Russia is probably going deploying balloons over Ukraine to act as decoys to collect information concerning the country’s defense systems and to force the military to make use of up precious missiles to shoot them down, Britain’s defense ministry said Sunday.
In an intelligence update posted on Twitter, the UK Ministry of Defense said balloons or “balloon-shaped objects” have been spotted within the air over Ukraine last week — a definite change in tactics on the a part of the Russian military.
“It is probably going that the balloons were Russian. They likely represent a recent tactic by Russia to realize details about Ukrainian air defense systems and compel the Ukrainians to expend beneficial stock of surface-to-air missiles and ammunition,” the alert said.
The ministry of defense said the Ukrainian military detected several balloons with radar reflectors over Kyiv on Feb. 15 and shot down a minimum of six of them.

More balloons were spotted over Dnipropetrovsk on Feb. 12.
And on Feb. 14, a “balloon-shaped” object forced the closure of Moldovan airspace for a lot of hours.
“There’s a practical possibility that this was a Russian balloon that had drifted from Ukrainian airspace,” the ministry said.
Col. Margo Grosbert, the pinnacle of Estonian Defense Forces, said last week that it appeared Russia was using relatively low cost weather balloons to probe air defense systems and force the military to expend ammunition.

“This each wastes anti-aircraft weapons and exhausts the crews. It also makes the anti-aircraft crews visible in consequence of their actions, because you may then see where the missiles are coming from,” he said.
Grosberg said the usage of balloons was a recent development within the war and wondered if Russia borrowed the thought from the Chinese, which sent a spy balloon over the US earlier this month.
The Chinese balloon was first detected entering US airspace near Alaska on Jan. 28, but its presence wasn’t made public until Feb. 1 when it was spotted within the sky over Montana.
It crossed over a lot of midwestern states, including some sensitive military installations, until two US Air Force jet fighters shot it down on Feb. 4 off the coast of South Carolina.
Since then, three other unknown objects have been shot down over North America — off the northern coast of Alaska, over the Yukon Territory of Canada and over Lake Huron near the Canadian border.

The Biden administration said the three objects appeared to belong to non-public firms, or research or recreational firms and never Chinese spy aircraft.
Yuriy Ihnat, a spokesman for Ukraine’s air force, said the military is more concerned with Russia lobbing ballistic missiles into the country than floating weather balloons into its airspace.
“They’re attempting to distract us,” Ihnat told the Washington Post last week, stating that Russia hoped Ukrainian forces would fire on them and reveal their locations.
But he said Ukrainian forces know the difference between a balloon and a drone.
“These are usually not recent. They’re your grandfather’s methods, invented through the Soviet Union,” he said.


:: Required work ::
What is needed is an exact copy of the entries below, with the pictures left out.

-- Provided records follows --

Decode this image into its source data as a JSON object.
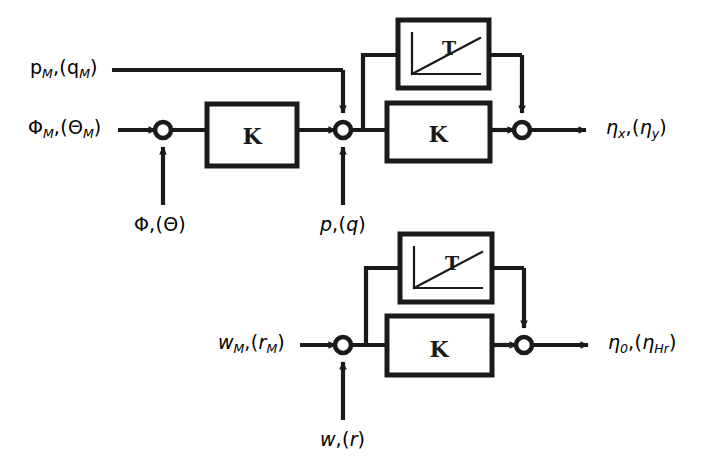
{
  "figure": {
    "background_color": "#ffffff",
    "line_color": "#1a1a1a",
    "width": 704,
    "height": 472
  },
  "blocks": [
    {
      "id": "k1",
      "label": "K",
      "kind": "gain"
    },
    {
      "id": "t1",
      "label": "T",
      "kind": "ramp"
    },
    {
      "id": "k2",
      "label": "K",
      "kind": "gain"
    },
    {
      "id": "t2",
      "label": "T",
      "kind": "ramp"
    },
    {
      "id": "k3",
      "label": "K",
      "kind": "gain"
    }
  ],
  "labels": {
    "in_top": {
      "main": "p",
      "main_sub": "M",
      "paren": "q",
      "paren_sub": "M"
    },
    "in_mid": {
      "main": "Φ",
      "main_sub": "M",
      "paren": "Θ",
      "paren_sub": "M"
    },
    "in_bottom": {
      "main": "w",
      "main_sub": "M",
      "paren": "r",
      "paren_sub": "M"
    },
    "feed_left": {
      "main": "Φ",
      "main_sub": "",
      "paren": "Θ",
      "paren_sub": ""
    },
    "feed_mid": {
      "main": "p",
      "main_sub": "",
      "paren": "q",
      "paren_sub": ""
    },
    "feed_bottom": {
      "main": "w",
      "main_sub": "",
      "paren": "r",
      "paren_sub": ""
    },
    "out_top": {
      "main": "η",
      "main_sub": "x",
      "paren": "η",
      "paren_sub": "y"
    },
    "out_bottom": {
      "main": "η",
      "main_sub": "0",
      "paren": "η",
      "paren_sub": "Hr"
    }
  },
  "text": {
    "in_top": "pₘ,(qₘ)",
    "in_mid": "Φₘ,(Θₘ)",
    "in_bottom": "wₘ,(rₘ)",
    "feed_left": "Φ,(Θ)",
    "feed_mid": "p,(q)",
    "feed_bottom": "w,(r)",
    "out_top": "ηₓ,(ηᵧ)",
    "out_bottom": "η₀,(ηₕᵣ)",
    "block_k": "K",
    "block_t": "T",
    "caption": ""
  },
  "junctions": [
    {
      "id": "sum1",
      "x": 163,
      "y": 130
    },
    {
      "id": "sum2",
      "x": 343,
      "y": 130
    },
    {
      "id": "sum3",
      "x": 522,
      "y": 130
    },
    {
      "id": "sum4",
      "x": 343,
      "y": 345
    },
    {
      "id": "sum5",
      "x": 524,
      "y": 345
    }
  ]
}
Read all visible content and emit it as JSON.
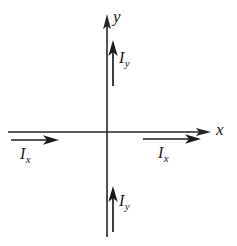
{
  "figure": {
    "background_color": "#ffffff",
    "stroke_color": "#1c1c1c",
    "width": 237,
    "height": 246,
    "origin": {
      "x": 107,
      "y": 132
    }
  },
  "axes": {
    "x_axis": {
      "label": "x",
      "label_position": {
        "x": 216,
        "y": 122
      },
      "start": {
        "x": 8,
        "y": 132
      },
      "end": {
        "x": 211,
        "y": 132
      },
      "arrow": "right"
    },
    "y_axis": {
      "label": "y",
      "label_position": {
        "x": 113,
        "y": 10
      },
      "start": {
        "x": 107,
        "y": 237
      },
      "end": {
        "x": 107,
        "y": 14
      },
      "arrow": "up"
    }
  },
  "vectors": [
    {
      "name": "current-x-left",
      "label_base": "I",
      "label_sub": "x",
      "direction": "right",
      "start": {
        "x": 11,
        "y": 140
      },
      "end": {
        "x": 59,
        "y": 140
      },
      "label_position": {
        "x": 20,
        "y": 146
      }
    },
    {
      "name": "current-x-right",
      "label_base": "I",
      "label_sub": "x",
      "direction": "right",
      "start": {
        "x": 143,
        "y": 139
      },
      "end": {
        "x": 201,
        "y": 139
      },
      "label_position": {
        "x": 158,
        "y": 145
      }
    },
    {
      "name": "current-y-upper",
      "label_base": "I",
      "label_sub": "y",
      "direction": "up",
      "start": {
        "x": 113,
        "y": 86
      },
      "end": {
        "x": 113,
        "y": 40
      },
      "label_position": {
        "x": 119,
        "y": 50
      }
    },
    {
      "name": "current-y-lower",
      "label_base": "I",
      "label_sub": "y",
      "direction": "up",
      "start": {
        "x": 113,
        "y": 232
      },
      "end": {
        "x": 113,
        "y": 186
      },
      "label_position": {
        "x": 119,
        "y": 193
      }
    }
  ]
}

-- Provided records concluded --

:: Written reply ::
Decode this image into its source data as a JSON object.
{
  "figure": {
    "background_color": "#ffffff",
    "line_color": "#1a1a1a",
    "width": 704,
    "height": 472
  },
  "blocks": [
    {
      "id": "k1",
      "label": "K",
      "kind": "gain"
    },
    {
      "id": "t1",
      "label": "T",
      "kind": "ramp"
    },
    {
      "id": "k2",
      "label": "K",
      "kind": "gain"
    },
    {
      "id": "t2",
      "label": "T",
      "kind": "ramp"
    },
    {
      "id": "k3",
      "label": "K",
      "kind": "gain"
    }
  ],
  "labels": {
    "in_top": {
      "main": "p",
      "main_sub": "M",
      "paren": "q",
      "paren_sub": "M"
    },
    "in_mid": {
      "main": "Φ",
      "main_sub": "M",
      "paren": "Θ",
      "paren_sub": "M"
    },
    "in_bottom": {
      "main": "w",
      "main_sub": "M",
      "paren": "r",
      "paren_sub": "M"
    },
    "feed_left": {
      "main": "Φ",
      "main_sub": "",
      "paren": "Θ",
      "paren_sub": ""
    },
    "feed_mid": {
      "main": "p",
      "main_sub": "",
      "paren": "q",
      "paren_sub": ""
    },
    "feed_bottom": {
      "main": "w",
      "main_sub": "",
      "paren": "r",
      "paren_sub": ""
    },
    "out_top": {
      "main": "η",
      "main_sub": "x",
      "paren": "η",
      "paren_sub": "y"
    },
    "out_bottom": {
      "main": "η",
      "main_sub": "0",
      "paren": "η",
      "paren_sub": "Hr"
    }
  },
  "text": {
    "in_top": "pₘ,(qₘ)",
    "in_mid": "Φₘ,(Θₘ)",
    "in_bottom": "wₘ,(rₘ)",
    "feed_left": "Φ,(Θ)",
    "feed_mid": "p,(q)",
    "feed_bottom": "w,(r)",
    "out_top": "ηₓ,(ηᵧ)",
    "out_bottom": "η₀,(ηₕᵣ)",
    "block_k": "K",
    "block_t": "T",
    "caption": ""
  },
  "junctions": [
    {
      "id": "sum1",
      "x": 163,
      "y": 130
    },
    {
      "id": "sum2",
      "x": 343,
      "y": 130
    },
    {
      "id": "sum3",
      "x": 522,
      "y": 130
    },
    {
      "id": "sum4",
      "x": 343,
      "y": 345
    },
    {
      "id": "sum5",
      "x": 524,
      "y": 345
    }
  ]
}
Read all visible content and emit it as JSON.
{
  "figure": {
    "background_color": "#ffffff",
    "stroke_color": "#1c1c1c",
    "width": 237,
    "height": 246,
    "origin": {
      "x": 107,
      "y": 132
    }
  },
  "axes": {
    "x_axis": {
      "label": "x",
      "label_position": {
        "x": 216,
        "y": 122
      },
      "start": {
        "x": 8,
        "y": 132
      },
      "end": {
        "x": 211,
        "y": 132
      },
      "arrow": "right"
    },
    "y_axis": {
      "label": "y",
      "label_position": {
        "x": 113,
        "y": 10
      },
      "start": {
        "x": 107,
        "y": 237
      },
      "end": {
        "x": 107,
        "y": 14
      },
      "arrow": "up"
    }
  },
  "vectors": [
    {
      "name": "current-x-left",
      "label_base": "I",
      "label_sub": "x",
      "direction": "right",
      "start": {
        "x": 11,
        "y": 140
      },
      "end": {
        "x": 59,
        "y": 140
      },
      "label_position": {
        "x": 20,
        "y": 146
      }
    },
    {
      "name": "current-x-right",
      "label_base": "I",
      "label_sub": "x",
      "direction": "right",
      "start": {
        "x": 143,
        "y": 139
      },
      "end": {
        "x": 201,
        "y": 139
      },
      "label_position": {
        "x": 158,
        "y": 145
      }
    },
    {
      "name": "current-y-upper",
      "label_base": "I",
      "label_sub": "y",
      "direction": "up",
      "start": {
        "x": 113,
        "y": 86
      },
      "end": {
        "x": 113,
        "y": 40
      },
      "label_position": {
        "x": 119,
        "y": 50
      }
    },
    {
      "name": "current-y-lower",
      "label_base": "I",
      "label_sub": "y",
      "direction": "up",
      "start": {
        "x": 113,
        "y": 232
      },
      "end": {
        "x": 113,
        "y": 186
      },
      "label_position": {
        "x": 119,
        "y": 193
      }
    }
  ]
}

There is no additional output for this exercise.